The Firmness of the Energy Legal Structure
If we dissect the architecture of our oil and gas laws, the correctness of the non-subsidised fuel price increase rests on the firm separation of commercial commodities and subsidies, which actually has a very solid legal foundation. Its highest basis is rooted in Law Number 22 of 2001 concerning Oil and Natural Gas, specifically Articles 53 to 58, which strictly regulate downstream business activities, licensing, and distribution supervision. This law clearly separates the purely commercial business domain from the area of state intervention to support public needs.
To ensure that state intervention is well-targeted, Presidential Regulation Number 191 of 2014 concerning the Provision, Distribution, and Retail Selling Price of Fuel Oil was enacted. This legendary regulation is the holy book for grouping fuel types, firmly separating Certain Fuel Types (subsidised), Special Assignment Fuel Types (Pertalite), and General Fuel Types (Pertamax and above). The basic price formula for general fuel was then derived through Minister of Energy and Mineral Resources Decree Number 245.K/MG.01/MEM.M/2022, which releases Pertamax to the market mechanism, referring to the published price of Singapore Mogas 92.
What does this mean? Legally, Pertamax is indeed not designed for economically vulnerable citizens. Pertamax is a purely commercial consumption good. So, when the price of Pertamax jumps to Rp16,250, the government is not violating the constitution. The government is actually enforcing market law. Demanding cheap Pertamax prices is akin to demanding a café owner sell Arabica coffee at the price of roadside stall sachet coffee. It is a fundamental logical fallacy.
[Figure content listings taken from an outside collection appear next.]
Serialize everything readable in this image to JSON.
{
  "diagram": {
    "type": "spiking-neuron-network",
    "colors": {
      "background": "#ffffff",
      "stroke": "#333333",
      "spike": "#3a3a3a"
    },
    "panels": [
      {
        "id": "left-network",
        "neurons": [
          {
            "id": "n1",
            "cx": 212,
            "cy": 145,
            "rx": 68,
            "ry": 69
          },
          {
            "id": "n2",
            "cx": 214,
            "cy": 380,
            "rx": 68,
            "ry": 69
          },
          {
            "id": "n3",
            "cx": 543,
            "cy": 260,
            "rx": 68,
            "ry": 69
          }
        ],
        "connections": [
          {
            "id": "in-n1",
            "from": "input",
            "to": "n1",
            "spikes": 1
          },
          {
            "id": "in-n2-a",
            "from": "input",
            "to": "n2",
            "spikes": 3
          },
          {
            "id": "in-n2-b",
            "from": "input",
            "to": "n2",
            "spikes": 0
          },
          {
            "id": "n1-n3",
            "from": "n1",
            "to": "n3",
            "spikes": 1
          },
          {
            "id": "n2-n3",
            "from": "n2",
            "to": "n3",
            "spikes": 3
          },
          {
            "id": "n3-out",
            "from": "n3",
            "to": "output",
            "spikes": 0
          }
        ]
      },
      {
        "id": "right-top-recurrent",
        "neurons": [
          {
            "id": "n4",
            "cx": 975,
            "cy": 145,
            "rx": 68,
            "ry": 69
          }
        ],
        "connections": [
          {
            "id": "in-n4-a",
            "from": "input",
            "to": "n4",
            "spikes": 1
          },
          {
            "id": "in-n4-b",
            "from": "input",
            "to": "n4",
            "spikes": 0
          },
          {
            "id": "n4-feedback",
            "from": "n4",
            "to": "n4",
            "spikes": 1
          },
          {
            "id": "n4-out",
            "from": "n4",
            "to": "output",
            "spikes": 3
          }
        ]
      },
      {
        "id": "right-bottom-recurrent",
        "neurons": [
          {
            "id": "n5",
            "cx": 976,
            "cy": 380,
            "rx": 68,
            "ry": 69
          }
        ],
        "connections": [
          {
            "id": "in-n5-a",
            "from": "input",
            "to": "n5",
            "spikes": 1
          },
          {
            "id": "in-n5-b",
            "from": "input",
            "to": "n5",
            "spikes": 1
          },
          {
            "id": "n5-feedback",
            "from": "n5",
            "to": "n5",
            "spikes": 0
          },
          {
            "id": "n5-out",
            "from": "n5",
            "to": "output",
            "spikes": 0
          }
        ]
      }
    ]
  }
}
Looking at historical data from the last decade (2016-2026), our dependence on liquid fuel has reached a worrying critical point. According to data from the Special Task Force for Upstream Oil and Gas Business Activities (SKK Migas), Indonesia’s oil lifting production has continued to decline from around 800 thousand barrels per day in 2016 to a critical threshold below 600 barrels per day in 2026. Meanwhile, our consumption is soaring like a rocket. We are a net oil importer nation that must buy petrol from abroad using US dollars, whose price is increasingly expensive. In this macro context, allowing Pertamax prices to remain cheap is a form of long-term economic suicide.